ESPAIRING cries float ceaselessly toward me, day and night,

The sad voice of Death—the call of my nearest lover, putting forth, alarmed, uncertain,

The Sea I am quickly to sail: come tell me,

Come tell me where I am speeding—tell me my destination.

2.

I understand your anguish, but I cannot help you,
I approach, hear, behold—the sad mouth, the look out of
the eyes, your mute enquiry,

Whither I go from the bed I recline on, come tell me :
Old age, alarmed, uncertain—A young woman's voice,

appealing to me for comfort;

A young man's voice, Shall I not escape?

THE CITY DEAD-HOUSE.

Y the City Dead-House, by the gate,

BY

As idly sauntering, wending my way from the

clangour,

I curious pause—for lo! an outcast form, a poor dead prostitute brought;

Her corpse they deposit unclaimed, it lies on the damp brick pavement.
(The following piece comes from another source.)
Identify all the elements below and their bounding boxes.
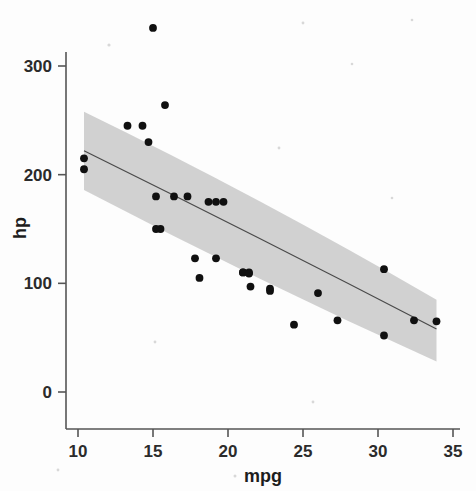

The divine woman, her body—I see the body—I look on it alone,

That house once full of passion and beauty—all else I notice not;

Nor stillness so cold, nor running water from faucet, nor odours morbific impress me;

But the house alone—that wondrous house—that delicate fair house—that ruin!

That immortal house, more than all the rows of dwellings

ever built,

Or white-domed Capitol itself, with majestic figure sur

mounted—or all the old high-spired cathedrals, That little house alone, more than them all—poor, desperate house!

Fair, fearful wreck! tenement of a soul! itself a Soul! Unclaimed, avoided house! take one breath from my tremulous lips;

Take one tear, dropped aside as I go, for thought of

you,

Dead house of love! house of madness and sin, crumbled!

crushed!

House of life—erewhile talking and laughing—but ah, poor house! dead, even then;

Months, years, an echoing, garnished house-but dead,

dead, dead.

TO ONE SHORTLY TO DIE.

I.

FROM all the rest I single out you, having a message

for you:

You are to die—Let others tell you what they please, I cannot prevaricate,

I am exact and merciless, but I love you—There is no escape for you.

2.

Softly I lay my right hand upon you—you just feel it,
I do not argue—I bend my head close, and half-en-

velop it,

I sit quietly by—I remain faithful,

I am more than nurse, more than parent or neighbour,

I absolve you from all except yourself, spiritual, bodily—

that is eternal,—

The corpse you will leave will be but excrementitious.

The sun bursts through in unlooked-for directions!